In pursuit of this vision, Osmo is bringing together a founding team of world-class neuroscientists, machine learning experts, psychophysicists, hardware and software engineers, data scientists, analytical chemists and industry experts: Chase Buchholz, Mike DeTienne, Rick Gerkin, Jon Hennek, Brendan Lehnert, Rohinton Mehta, Harry Pellerin, Wesley Qian, Rich Whitcomb, and Jake Yasonik. I’m honored to be on this journey with them.

Together we’re building on work that started at Google Research, where I led a digital olfaction team that used cutting-edge machine learning and careful laboratory experiments to establish the foundations for a map of smell. In building and validating this map at Google, we achieved unexpected scientific milestonessuperhuman scent prediction, the development of new insect repellents that could save lives, and a deeper understanding of the biological forces of olfaction itself.

We decided the best path for growth and investment for our mission was through a separate startup, which would give us the speed and flexibility to tackle the unique challenges ahead of us. We co-founded the company with Lux and GV – gaining incredible partners in Josh Wolfe, co-founder of Lux Capital, who had also been on a decades-long pursuit of digital olfaction, and Krishna Yeshwant, who co-leads the life sciences team at GV. We’re excited to build this company with Josh as he joins our board, and with Krishna as a board observer. Serial entrepreneur and investor Andy Palmer joins as our founding independent board member.

With Lux and GV as co-leads, we’re pleased to announce a $60M Series A funding round for Osmo. Other fantastic investors and funding institutions join the round, including Arena Holdings, the Bill & Melinda Gates Foundation, Moore Strategic Ventures, Exor  Ventures, Two Sigma Ventures, and the Amazon Alexa Fund; individual investors include Hugo Barra, Soumith Chintala, Jeff Dean, Henry R. Kravis, Rich Miner, and Thomas Reardon. This is an amazing group of funders and investors, and we couldn’t be more thrilled to be taking this journey with them.

While we’re not looking for more funders at this time, we are looking for “Osmonauts” to power and guide our journey. Our simple mantra is “be kind, get stuff done.”If you’re passionate, have a love of scent, love to learn, and have a deep expertise in an area the company  needs, consider joining us. We’re looking for a head of chemistry, experts in chemoinformatics, data scientists, DevOps engineers, ML engineers, product managers, analytical chemists, and chemical lab managers. Check out our Careers page for positions we’re trying to fill.

Where we’re going

Fulfilling our mission of digitizing smell to improve the health and wellbeing of human life will take a while. At Osmo, we are building the foundational capabilities towards enabling computers to do everything our noses can do. We will be successful when people live longer, happier lives because of digital olfaction. This is a challenge for our society, and for our species as a whole.
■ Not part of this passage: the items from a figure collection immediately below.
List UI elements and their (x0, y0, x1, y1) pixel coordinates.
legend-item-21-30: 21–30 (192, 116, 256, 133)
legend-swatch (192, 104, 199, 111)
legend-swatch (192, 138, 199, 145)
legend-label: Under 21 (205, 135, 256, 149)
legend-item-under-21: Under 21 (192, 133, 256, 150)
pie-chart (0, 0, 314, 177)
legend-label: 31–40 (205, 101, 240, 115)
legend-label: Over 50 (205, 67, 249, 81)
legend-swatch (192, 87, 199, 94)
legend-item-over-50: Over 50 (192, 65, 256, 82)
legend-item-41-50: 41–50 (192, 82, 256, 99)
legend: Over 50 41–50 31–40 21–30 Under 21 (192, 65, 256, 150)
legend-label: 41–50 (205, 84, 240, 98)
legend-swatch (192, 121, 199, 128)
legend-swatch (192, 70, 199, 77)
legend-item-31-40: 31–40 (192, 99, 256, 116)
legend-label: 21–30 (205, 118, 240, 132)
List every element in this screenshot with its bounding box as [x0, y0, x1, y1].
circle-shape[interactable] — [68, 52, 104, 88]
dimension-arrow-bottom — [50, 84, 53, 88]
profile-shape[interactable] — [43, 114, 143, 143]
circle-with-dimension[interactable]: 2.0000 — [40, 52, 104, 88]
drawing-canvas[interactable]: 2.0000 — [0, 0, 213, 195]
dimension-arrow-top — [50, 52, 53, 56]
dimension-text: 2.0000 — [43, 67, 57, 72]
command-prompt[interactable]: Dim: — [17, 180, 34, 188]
It took a hundred years to digitize vision, starting from the advent of popular photography. There was a time before the photograph when the only record of the visual world was in carefully crafted paintings or our own minds. Just like the photograph allowed us to capture light, we imagine that the osmograph will capture the smell and taste of the world. Scents make memories, and memories make up the stories of our lives. Scents tell us if we’re healthy or sick, and knowing that information early can save lives.

We’re on a long road, but we’re taking our first steps today. It took 100 years to digitize our sense of sight, and we will digitize the last human sense, our sense of smell, in a fraction of the time.